In the photo below, engineers in hats marvel at the low exhaust temperature on the running turbine Plymouth, showing the effectiveness of the new heat exchangers.
Unlike GM and more like Chrysler, Rover in Britain took a practical rather than show-biz approach to solving the problems of turbine car performance.  With their first Jet 1 appearing in 1950, they adopted a mid-rear engine location to put noise and heat behind the cabin.  By the time their T3 was tested in 1956, Rover had adopted an engine location behind the rear wheels to allow more cabin space, all-wheel drive to handle the engine's torque, a De Dion rear axle, and fiberglass bodywork with a low beltline and large windows.  Like Chrysler, they employed a heat exchanger to improve efficiency.  Performance was lively for the era, with 0 to 60 taking 10 seconds and 0 to 80 taking 17.7. The T3 set the stage for the T4 which appeared in 1961, a couple years before Chrysler built 50 Turbine Cars for consumer testing, and also before a series of Rover-BRM turbine-powered Le Mans racers. That Le Mans effort is another forgotten episode of the turbine car saga, one we'll save for Jet Cars Part 5...

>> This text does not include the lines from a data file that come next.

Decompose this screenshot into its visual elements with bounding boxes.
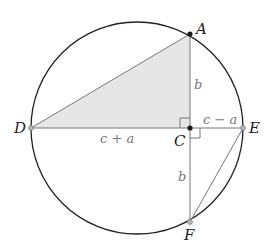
point-a [187, 31, 192, 36]
label-f: F [183, 226, 195, 244]
label-d: D [13, 119, 26, 137]
label-segment-ac: b [194, 77, 202, 92]
label-segment-dc: c + a [100, 131, 134, 146]
geometry-diagram: A D C E F b b c + a c − a [0, 0, 272, 252]
point-c [187, 125, 192, 130]
label-segment-ce: c − a [203, 112, 237, 127]
point-f [188, 220, 193, 225]
segment-ef [190, 128, 243, 222]
label-c: C [174, 132, 186, 150]
label-e: E [248, 119, 260, 137]
point-e [241, 126, 246, 131]
label-segment-cf: b [178, 169, 186, 184]
label-a: A [194, 20, 207, 38]
point-d [29, 126, 34, 131]
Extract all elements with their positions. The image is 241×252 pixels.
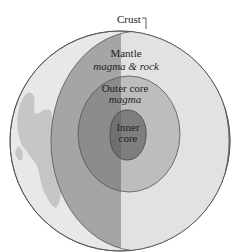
crust-leader-line [142, 18, 146, 29]
crust-label: Crust [117, 13, 141, 25]
outer-core-sublabel: magma [109, 93, 142, 105]
earth-layers-diagram: Crust Mantle magma & rock Outer core mag… [0, 0, 241, 252]
mantle-sublabel: magma & rock [93, 60, 160, 72]
inner-core-label-line2: core [119, 132, 138, 144]
mantle-label: Mantle [110, 47, 141, 59]
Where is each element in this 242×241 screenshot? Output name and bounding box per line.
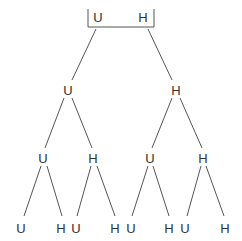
node-l1-h: H: [171, 83, 180, 98]
root-label-h: H: [138, 10, 147, 25]
node-l3-6: H: [164, 221, 173, 236]
node-l3-3: U: [71, 221, 80, 236]
node-l3-2: H: [56, 221, 65, 236]
root-bracket: U H: [88, 9, 154, 27]
root-label-u: U: [93, 10, 102, 25]
node-l3-4: H: [110, 221, 119, 236]
tree-edges: [24, 29, 224, 216]
level-2-nodes: U H U H: [38, 151, 207, 166]
node-l3-5: U: [126, 221, 135, 236]
node-l2-hh: H: [198, 151, 207, 166]
node-l1-u: U: [63, 83, 72, 98]
node-l2-hu: U: [145, 151, 154, 166]
node-l3-1: U: [16, 221, 25, 236]
node-l2-uu: U: [38, 151, 47, 166]
tree-diagram: U H U H U H U H U H U H U H U: [0, 0, 242, 241]
node-l3-8: H: [220, 221, 229, 236]
node-l3-7: U: [180, 221, 189, 236]
node-l2-uh: H: [88, 151, 97, 166]
level-3-nodes: U H U H U H U H: [16, 221, 229, 236]
level-1-nodes: U H: [63, 83, 180, 98]
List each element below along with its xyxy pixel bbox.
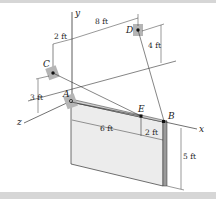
point-e: [140, 115, 143, 118]
label-b: B: [167, 111, 175, 121]
statics-diagram: 2 ft 8 ft 4 ft 3 ft 6 ft 2 ft 5 ft y z x…: [0, 0, 216, 199]
dim-label-d-offset: 8 ft: [95, 17, 108, 26]
point-d: [136, 28, 139, 31]
x-axis: [165, 122, 197, 129]
dim-label-c-offset: 2 ft: [54, 32, 67, 41]
axis-label-z: z: [16, 117, 22, 127]
dim-label-ae: 6 ft: [100, 124, 113, 133]
wall-line: [28, 61, 176, 101]
dim-tick-d-top: [142, 24, 164, 31]
dim-label-d-height: 4 ft: [148, 41, 161, 50]
z-axis: [24, 101, 71, 123]
axis-label-y: y: [74, 8, 81, 18]
dim-tick-c: [36, 76, 49, 79]
dim-label-c-height: 3 ft: [30, 93, 43, 102]
label-d: D: [125, 25, 133, 35]
dim-label-eb: 2 ft: [145, 128, 158, 137]
bottom-border-band: [0, 192, 216, 199]
axis-label-x: x: [199, 124, 204, 134]
point-c: [51, 71, 54, 74]
label-a: A: [62, 89, 70, 99]
plate-edge: [163, 121, 167, 186]
label-c: C: [43, 59, 50, 69]
label-e: E: [137, 104, 145, 114]
point-b: [162, 120, 165, 123]
dim-tick-5ft-bottom: [167, 186, 184, 190]
dim-label-plate-height: 5 ft: [183, 152, 196, 161]
plate-face: [71, 102, 163, 186]
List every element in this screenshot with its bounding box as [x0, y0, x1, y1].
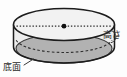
top-face-center-dot: [62, 24, 67, 29]
cylinder-figure: 底面 高さ: [0, 0, 127, 77]
base-face-label: 底面: [3, 62, 21, 72]
base-label-leader-line: [24, 59, 34, 65]
height-label: 高さ: [103, 30, 121, 40]
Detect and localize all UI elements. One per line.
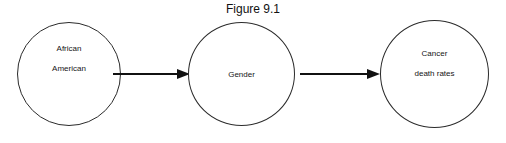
node-cancer-death-rates-label-line2: death rates	[381, 69, 488, 79]
figure-title: Figure 9.1	[0, 2, 506, 17]
node-gender-label-line1: Gender	[189, 70, 294, 80]
node-gender: Gender	[188, 22, 295, 126]
node-african-american: African American	[17, 22, 121, 126]
node-cancer-death-rates: Cancer death rates	[380, 20, 489, 128]
arrow-gender-to-cancer-death-rates	[300, 68, 380, 80]
node-african-american-label-line1: African	[18, 44, 120, 54]
figure-diagram: Figure 9.1 African American Gender Cance…	[0, 0, 506, 143]
arrow-african-american-to-gender	[113, 68, 190, 80]
node-african-american-label-line2: American	[18, 64, 120, 74]
node-cancer-death-rates-label-line1: Cancer	[381, 49, 488, 59]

*Footnote:  "Jet Cars Part 1: Real & Not So Real", appeared in these posts on May 21, 2016. "Jet Cars Part 2: Chrysler Turbine Car" reviewed the history of the only turbine-powered car ever released for testing by the public, also on May 21, 2016.  "Jet Cars Part 3: Chrysler Turbine Epilogue" reviewed the reasons Chrysler discontinued its Turbine Car program, and appeared May 25, 2016. 

Photo Credits:
Top:  Photo by the author; postcard courtesy of Doug Pletcher
2nd + 3rd & 4th (side-by-side):  alternathistory.com
5th & 6th:  Wikimedia
7th (GM Firebirds):  General Motors, featured on carnewscafe.com  
8th & 9th: Chrysler Corporation
10th:  Wikimedia


2 comments:

  1. Awesome bizarro post, Bob! Were those Firebirds v. I–III street legal?

    ReplyDelete
  2. Firebird 1 was definitely not street legal; not sure about Firebird II. The projecting fins on Firebird III may have been a problem for pedestrians. Glad you enjoyed this!